The first Brit and the first woman to win the Man Booker Prize twice. From the LA Times:
It’s not often that someone accepts one of the most prestigious literary prizes in the world by comparing it to a bus.
“You wait 20 years for a Booker Prize, and two come along at once,” Hilary Mantel joked after taking the stage in London on Tuesday night to accept the 2012 Man Booker Prize for “Bring Up the Bodies,” the second novel in her Thomas Cromwell trilogy.
Mantel also won the Booker for the first book in the series, “Wolf Hall,” in 2009. She is the first woman to be a two-time winner of the prize, Britain’s most prestigious award for literary fiction.
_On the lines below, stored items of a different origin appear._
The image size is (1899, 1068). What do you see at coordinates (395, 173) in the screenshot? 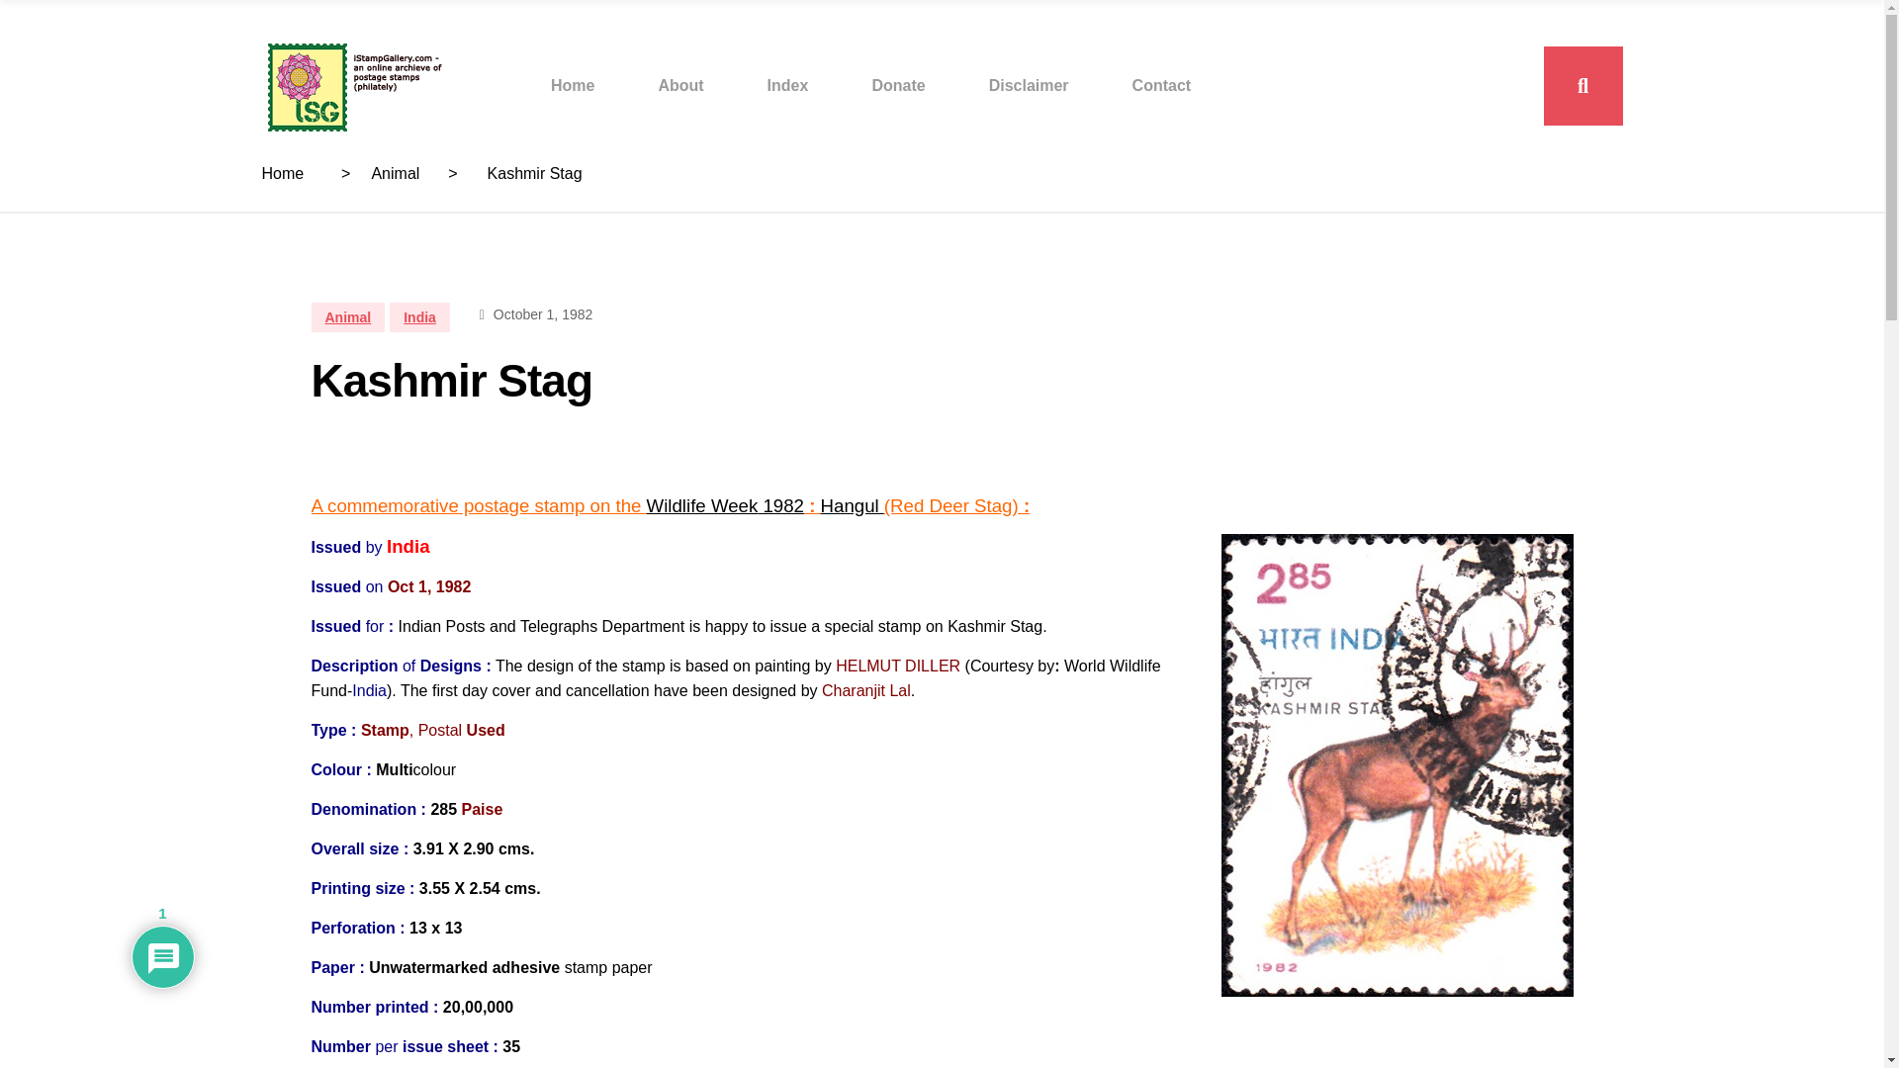
I see `Animal` at bounding box center [395, 173].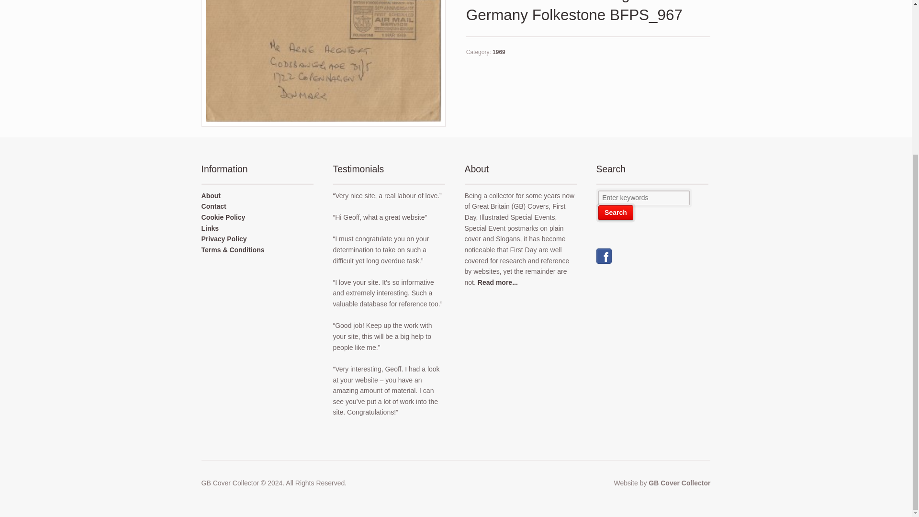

The winner receives about $80,000.
“Wolf Hall,” praised for its lively evocation of the vicious intrigue of the court of Henry VIII, was a critical and commercial success on both sides of the Atlantic. “Bring Up the Bodies” has followed suit; the L.A. Times wrote that it is “more than the equal of its predecessor when it comes to intensity and drama.”
In “Bring Up the Bodies,” Mantel demonstrates a gift for the deliciously gory detail. This is her Cromwell on the doomed Anne Boleyn: “The colours should have had a fresh maidenly charm; but all he could think of were stretched innards, umbles and tripes, grey-pink intestines looped out of a living body … slit up and galloched by the hangman…. The pearls around her long neck looked to him like beads of fat, and as she argued she would reach up and tug them; he kept his eyes on her fingertips, nails flashing like tiny knives.”
I can’t find now the critics who are saying things about her being the most brilliant writer in English alive. And that’s too bad, because, of course, even last year many people were struggling with the idea that a woman might write as well as at man at all, as cornsay alerted us.